Updated: About That State Police Report on Cranston

When the Rhode Island State Police issued its report about problems in the Cranston police department, I explained in great detail why it felt so off.  I won’t repeat those details, here, but suffice to say that my objection was to the report’s bias:

The state police text purports to be an analysis of the operation and problems of the Cranston PD, but it plainly fails at that task.  It’s not a report with analysis; it’s a story with a narrative.  It’s incredibly opinionated — to the point of being one-sided — and no responsible reader should take its contents as objective, unvarnished fact.

Most of the bias had to do with incentives within the State Police, itself, but I did note that the police colonel answers to the governor, Democrat Gina Raimondo, who had narrowly won her office over Cranston’s Republican Mayor Allan Fung.  One way or another, it was a political document that set up the governor with some ammunition against a likely challenger when she sought reelection.  And sure enough, here she is during last week’s debate on WPRI:

The Rhode Island State Police issued a report, and in their words, not my words, the Rhode Island State Police said that under Mayor Fung Cranston police department was run, quote/unquote, like the mafia, and the mayor himself interfered in police business on behalf of his friends.

That is simply not true.  Oddly, the State Police department appears to have removed the report from its Web site, but for those still interested, here it is.  For some reason, some of the pages of the document cannot be searched using ctrl-F, but as well as I can tell (or remember) the only reference in the document to the “mafia” is toward the beginning in a list of anonymous quotations of things that employees of the department told the State Police during interviews, one of which is:

“The Department is run like the Mafia. You are either with them or you’re doomed.”

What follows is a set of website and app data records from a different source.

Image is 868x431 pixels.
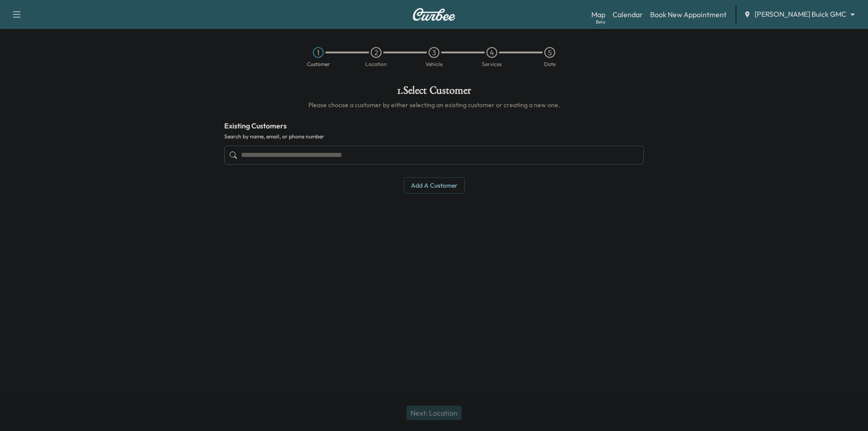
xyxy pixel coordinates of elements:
h1: 1 . Select Customer [224,85,644,100]
a: MapBeta [591,9,605,20]
label: Search by name, email, or phone number [224,133,644,140]
div: Date [544,61,555,67]
button: Add a customer [404,177,465,194]
div: Customer [307,61,330,67]
span: [PERSON_NAME] Buick GMC [754,9,846,19]
h6: Please choose a customer by either selecting an existing customer or creating a new one. [224,100,644,110]
div: 4 [486,47,497,58]
div: Location [366,61,387,67]
div: Beta [596,19,605,26]
div: 3 [429,47,439,58]
div: 1 [313,47,324,58]
div: Vehicle [425,61,443,67]
div: 2 [371,47,382,58]
h4: Existing Customers [224,121,644,131]
div: 5 [544,47,555,58]
a: Book New Appointment [650,9,726,20]
img: Curbee Logo [412,8,456,21]
a: Calendar [613,9,643,20]
div: Services [482,61,502,67]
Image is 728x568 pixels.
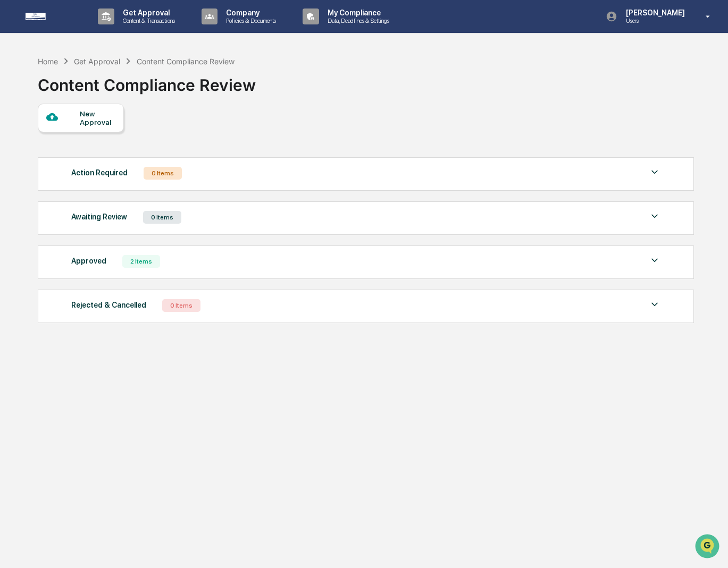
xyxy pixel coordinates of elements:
[25,13,76,21] img: logo
[217,9,281,17] p: Company
[73,130,136,149] a: 🗄️Attestations
[36,92,135,101] div: We're available if you need us!
[106,180,129,188] span: Pylon
[71,166,128,180] div: Action Required
[648,166,661,179] img: caret
[71,298,146,312] div: Rejected & Cancelled
[618,9,690,17] p: [PERSON_NAME]
[88,134,132,144] span: Attestations
[71,210,127,224] div: Awaiting Review
[319,17,395,24] p: Data, Deadlines & Settings
[122,255,160,267] div: 2 Items
[11,135,20,143] div: 🖐️
[11,81,30,101] img: 1746055101610-c473b297-6a78-478c-a979-82029cc54cd1
[618,17,690,24] p: Users
[648,254,661,266] img: caret
[6,130,73,149] a: 🖐️Preclearance
[74,57,120,66] div: Get Approval
[77,135,86,143] div: 🗄️
[75,180,129,188] a: Powered byPylon
[319,9,395,17] p: My Compliance
[648,298,661,311] img: caret
[11,22,193,40] p: How can we help?
[38,57,58,66] div: Home
[114,9,180,17] p: Get Approval
[36,81,174,92] div: Start new chat
[11,155,20,164] div: 🔎
[21,134,69,144] span: Preclearance
[21,154,67,165] span: Data Lookup
[38,67,256,94] div: Content Compliance Review
[137,57,235,66] div: Content Compliance Review
[144,211,181,224] div: 0 Items
[6,149,71,169] a: 🔎Data Lookup
[162,299,200,312] div: 0 Items
[71,254,106,267] div: Approved
[648,210,661,223] img: caret
[144,167,182,180] div: 0 Items
[114,17,180,24] p: Content & Transactions
[694,533,723,562] iframe: Open customer support
[80,109,115,126] div: New Approval
[217,17,281,24] p: Policies & Documents
[181,84,193,97] button: Start new chat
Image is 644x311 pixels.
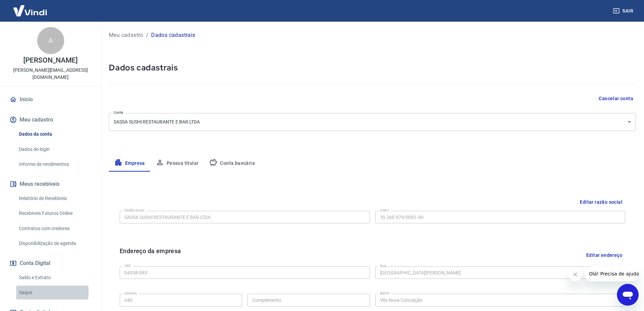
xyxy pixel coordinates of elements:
button: Pessoa titular [150,156,204,171]
p: [PERSON_NAME][EMAIL_ADDRESS][DOMAIN_NAME] [6,67,96,81]
button: Meu cadastro [8,112,93,127]
a: Início [8,92,93,107]
a: Saque [16,286,93,300]
h5: Dados cadastrais [109,62,636,73]
button: Cancelar conta [596,92,636,105]
span: Olá! Precisa de ajuda? [4,5,57,10]
p: / [146,31,148,39]
p: Dados cadastrais [151,31,195,39]
a: Saldo e Extrato [16,271,93,285]
a: Recebíveis Futuros Online [16,206,93,220]
button: Meus recebíveis [8,177,93,191]
a: Contratos com credores [16,222,93,236]
button: Conta bancária [204,156,260,171]
a: Informe de rendimentos [16,158,93,171]
a: Disponibilização de agenda [16,237,93,250]
iframe: Botão para abrir a janela de mensagens [617,284,639,305]
div: SASSA SUSHI RESTAURANTE E BAR LTDA [109,113,636,131]
label: Razão social [125,208,145,213]
label: Rua [380,263,387,268]
button: Sair [612,5,636,17]
label: CEP [125,263,131,268]
iframe: Mensagem da empresa [585,266,639,281]
img: Vindi [8,1,52,21]
button: Conta Digital [8,256,93,271]
label: Bairro [380,290,390,296]
label: Número [125,290,137,296]
button: Empresa [109,156,150,171]
label: CNPJ [380,208,389,213]
button: Editar endereço [583,246,625,264]
p: [PERSON_NAME] [24,57,77,64]
a: Relatório de Recebíveis [16,191,93,205]
a: Meu cadastro [109,31,144,39]
div: A [37,27,64,54]
h6: Endereço da empresa [119,246,181,264]
iframe: Fechar mensagem [569,268,582,281]
label: Conta [114,110,123,115]
a: Dados da conta [16,127,93,141]
button: Editar razão social [577,196,625,208]
a: Dados de login [16,143,93,157]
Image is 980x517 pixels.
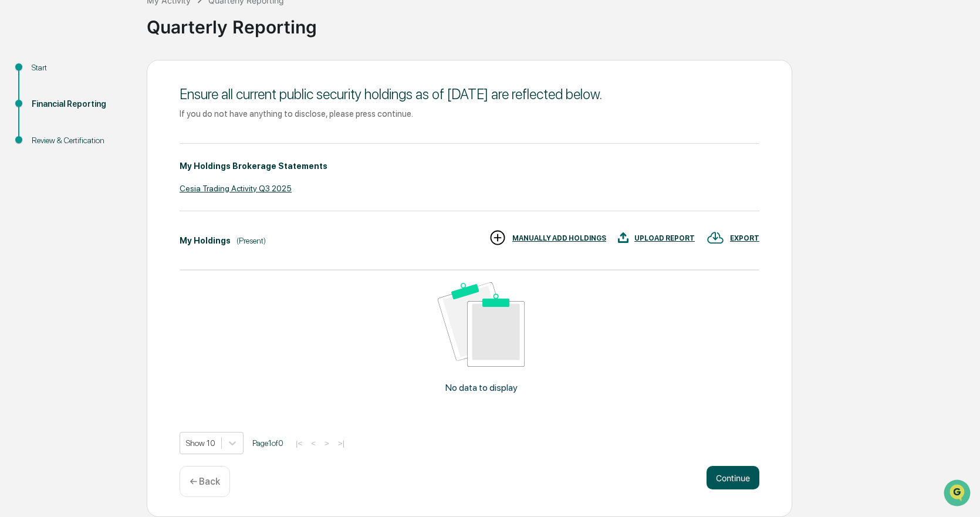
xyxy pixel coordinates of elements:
[321,438,332,448] button: >
[7,143,80,164] a: 🖐️Preclearance
[12,149,21,159] div: 🖐️
[180,85,759,103] div: Ensure all current public security holdings as of [DATE] are reflected below.
[83,198,142,208] a: Powered byPylon
[618,229,629,246] img: UPLOAD REPORT
[117,199,142,208] span: Pylon
[292,438,306,448] button: |<
[40,101,148,111] div: We're available if you need us!
[489,229,506,246] img: MANUALLY ADD HOLDINGS
[512,234,606,243] div: MANUALLY ADD HOLDINGS
[32,62,128,74] div: Start
[12,25,214,43] p: How can we help?
[635,234,695,243] div: UPLOAD REPORT
[706,466,759,489] button: Continue
[942,478,974,510] iframe: Open customer support
[32,135,128,147] div: Review & Certification
[147,7,974,38] div: Quarterly Reporting
[23,148,76,159] span: Preclearance
[12,90,33,111] img: 1746055101610-c473b297-6a78-478c-a979-82029cc54cd1
[308,438,319,448] button: <
[335,438,348,448] button: >|
[237,236,266,245] div: (Present)
[180,236,230,245] div: My Holdings
[80,143,150,164] a: 🗄️Attestations
[12,172,21,181] div: 🔎
[40,90,193,101] div: Start new chat
[730,234,759,243] div: EXPORT
[32,98,128,110] div: Financial Reporting
[180,109,759,119] div: If you do not have anything to disclose, please press continue.
[180,161,327,171] div: My Holdings Brokerage Statements
[7,165,79,187] a: 🔎Data Lookup
[437,282,524,367] img: No data
[199,93,214,107] button: Start new chat
[180,184,759,193] div: Cesia Trading Activity Q3 2025
[190,476,220,487] p: ← Back
[23,170,74,182] span: Data Lookup
[706,229,724,246] img: EXPORT
[252,438,283,447] span: Page 1 of 0
[445,382,518,393] p: No data to display
[85,149,94,159] div: 🗄️
[97,148,146,159] span: Attestations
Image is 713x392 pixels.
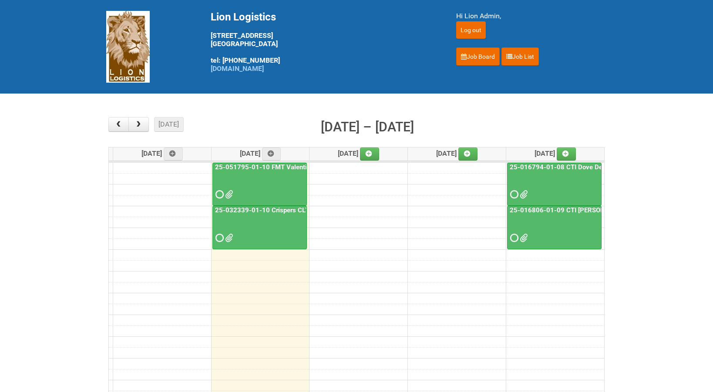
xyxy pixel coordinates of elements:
h2: [DATE] – [DATE] [321,117,414,137]
a: 25-016806-01-09 CTI [PERSON_NAME] Bar Superior HUT [508,206,682,214]
a: Add an event [360,148,379,161]
span: [DATE] [338,149,379,158]
input: Log out [456,21,486,39]
a: Add an event [557,148,576,161]
span: LPF - 25-016806-01-09 CTI Dove CM Bar Superior HUT.xlsx Dove CM Usage Instructions.pdf MDN - 25-0... [520,235,526,241]
span: Lion Logistics [211,11,276,23]
a: 25-016794-01-08 CTI Dove Deep Moisture [507,163,602,206]
a: Add an event [262,148,281,161]
a: [DOMAIN_NAME] [211,64,264,73]
a: 25-016794-01-08 CTI Dove Deep Moisture [508,163,639,171]
span: Crisp.jpg 25-032339-01-10 Crispers LION FORMS MOR_2nd Mailing.xlsx 25-032339-01_LABELS_Client Mai... [225,235,231,241]
button: [DATE] [154,117,184,132]
span: Requested [216,235,222,241]
a: Add an event [458,148,478,161]
span: [DATE] [436,149,478,158]
span: [DATE] [142,149,183,158]
span: Requested [510,235,516,241]
a: Job List [502,47,539,66]
span: Requested [216,192,222,198]
div: Hi Lion Admin, [456,11,607,21]
a: Add an event [164,148,183,161]
span: FMT Masculine Sites (002)_REV.xlsx MDN_REV (2) 25-051795-01-10.xlsx MDN_REV 25-051795-01-10.xlsx ... [225,192,231,198]
a: Lion Logistics [106,42,150,51]
img: Lion Logistics [106,11,150,83]
a: 25-032339-01-10 Crispers CLT + Online CPT - Client Mailing [212,206,307,249]
span: [DATE] [240,149,281,158]
a: 25-032339-01-10 Crispers CLT + Online CPT - Client Mailing [213,206,397,214]
a: Job Board [456,47,500,66]
span: Requested [510,192,516,198]
span: LPF 25-016794-01-08.xlsx Dove DM Usage Instructions.pdf JNF 25-016794-01-08.DOC MDN 25-016794-01-... [520,192,526,198]
span: [DATE] [535,149,576,158]
a: 25-051795-01-10 FMT Valentino Masc US CLT [212,163,307,206]
div: [STREET_ADDRESS] [GEOGRAPHIC_DATA] tel: [PHONE_NUMBER] [211,11,435,73]
a: 25-016806-01-09 CTI [PERSON_NAME] Bar Superior HUT [507,206,602,249]
a: 25-051795-01-10 FMT Valentino Masc US CLT [213,163,357,171]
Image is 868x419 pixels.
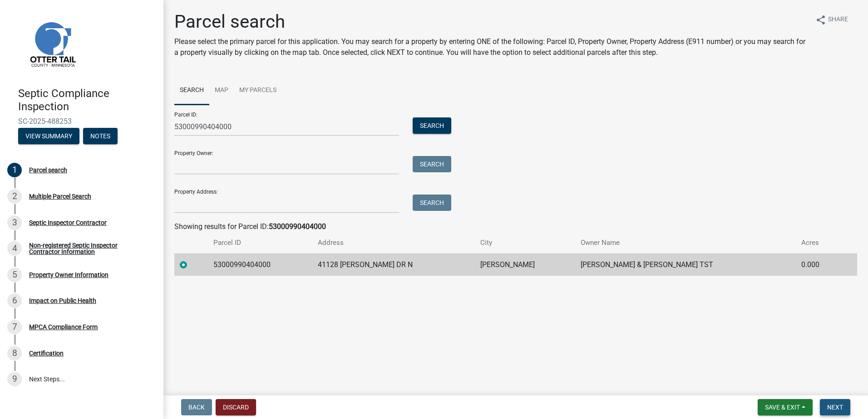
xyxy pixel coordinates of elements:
span: Next [827,403,843,411]
span: Share [827,14,847,25]
div: Septic Inspector Contractor [29,219,106,226]
div: Showing results for Parcel ID: [174,221,857,233]
th: Owner Name [575,233,795,253]
button: Search [413,156,451,172]
th: Parcel ID [208,233,312,253]
p: Please select the primary parcel for this application. You may search for a property by entering ... [174,37,808,58]
div: 5 [8,267,22,282]
div: Certification [29,350,63,356]
button: Discard [216,399,256,415]
td: [PERSON_NAME] & [PERSON_NAME] TST [575,253,795,276]
div: 3 [8,216,22,230]
div: 4 [8,241,22,256]
div: 2 [8,189,22,203]
strong: 53000990404000 [269,222,326,231]
div: Multiple Parcel Search [29,193,91,200]
button: Save & Exit [758,399,812,415]
button: Search [413,118,451,134]
th: Acres [795,233,840,253]
span: SC-2025-488253 [18,117,145,125]
a: Map [209,76,234,105]
div: 8 [8,346,22,361]
span: Save & Exit [764,403,799,411]
h1: Parcel search [174,11,808,33]
h4: Septic Compliance Inspection [18,87,156,113]
img: Otter Tail County, Minnesota [18,9,86,77]
button: View Summary [18,128,79,144]
td: 41128 [PERSON_NAME] DR N [312,253,475,276]
td: 53000990404000 [208,253,312,276]
th: City [475,233,575,253]
div: 6 [8,294,22,308]
div: 9 [8,372,22,386]
div: MPCA Compliance Form [29,324,98,330]
div: Non-registered Septic Inspector Contractor Information [29,242,149,255]
button: shareShare [808,11,855,28]
wm-modal-confirm: Summary [18,133,79,140]
wm-modal-confirm: Notes [83,133,118,140]
button: Back [181,399,212,415]
i: share [815,14,826,25]
td: [PERSON_NAME] [475,253,575,276]
a: My Parcels [234,76,282,105]
button: Next [820,399,850,415]
button: Notes [83,128,118,144]
a: Search [174,76,209,105]
th: Address [312,233,475,253]
div: 1 [8,163,22,177]
button: Search [413,195,451,211]
div: 7 [8,319,22,334]
div: Impact on Public Health [29,298,96,304]
div: Property Owner Information [29,271,108,278]
span: Back [188,403,205,411]
td: 0.000 [795,253,840,276]
div: Parcel search [29,167,67,173]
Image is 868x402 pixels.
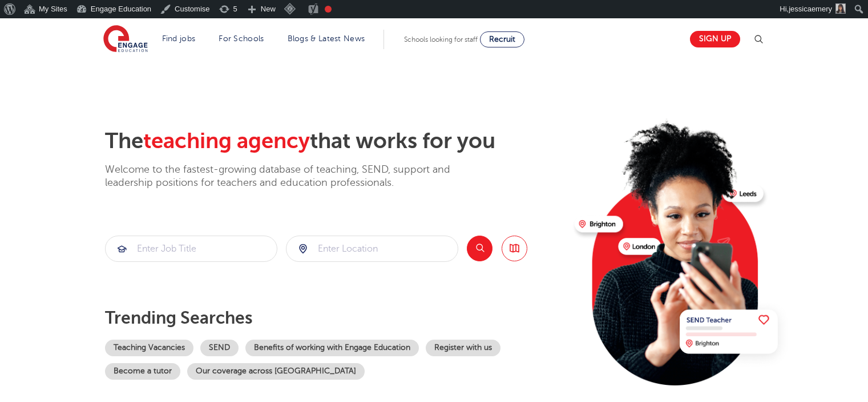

Two important notes:  First, this doesn’t appear to be an accusation of “public corruption,” as the governor claims, but a complaint about in groups and out groups, which is still bad, but different.  Second, the central theme of the report is that the Cranston PD had for some half century been characterized by an ongoing friction between a “team A” and a “team B.”  This quotation is likely the complaint of somebody on the team that was out of power when the State Police arrived on the scene.  This list of grievances presented as they are is just one of many reasons I urged skepticism about the report in 2015.

So, at best, Raimondo’s statement is simply false.  The Mafia comment was not the State Police’s words, but those of an anonymous person in the middle of a feud.  At worst, the State Police generated its biased report in a way favorable to the agency’s new chief executive, the governor, and now she’s being dishonest about language in that report in a political way that was predictable three years ago.

If the governor is worried about “public corruption,” perhaps she should consider how this episode makes her look.

ADDENDUM (11:28 a.m., 10/2/18)

Apparently Raimondo was setting up her next attack ad:

Pay close attention to the deceptive techniques of the ad.  All the quotations the ad pulls out are bad enough, inasmuch as they are devoid of context about who said each or what, specifically, it referred to (like the Mafia one mentioned above).  But note, too, how the quotation marks suddenly disappear so as to make the Raimondo campaign’s interpretation seem as if it came directly from the report.

So, this is how Raimondo plans to spend her millions:  Pushing one of the most dishonest, nastiest campaigns for governor we’ve seen in a long time.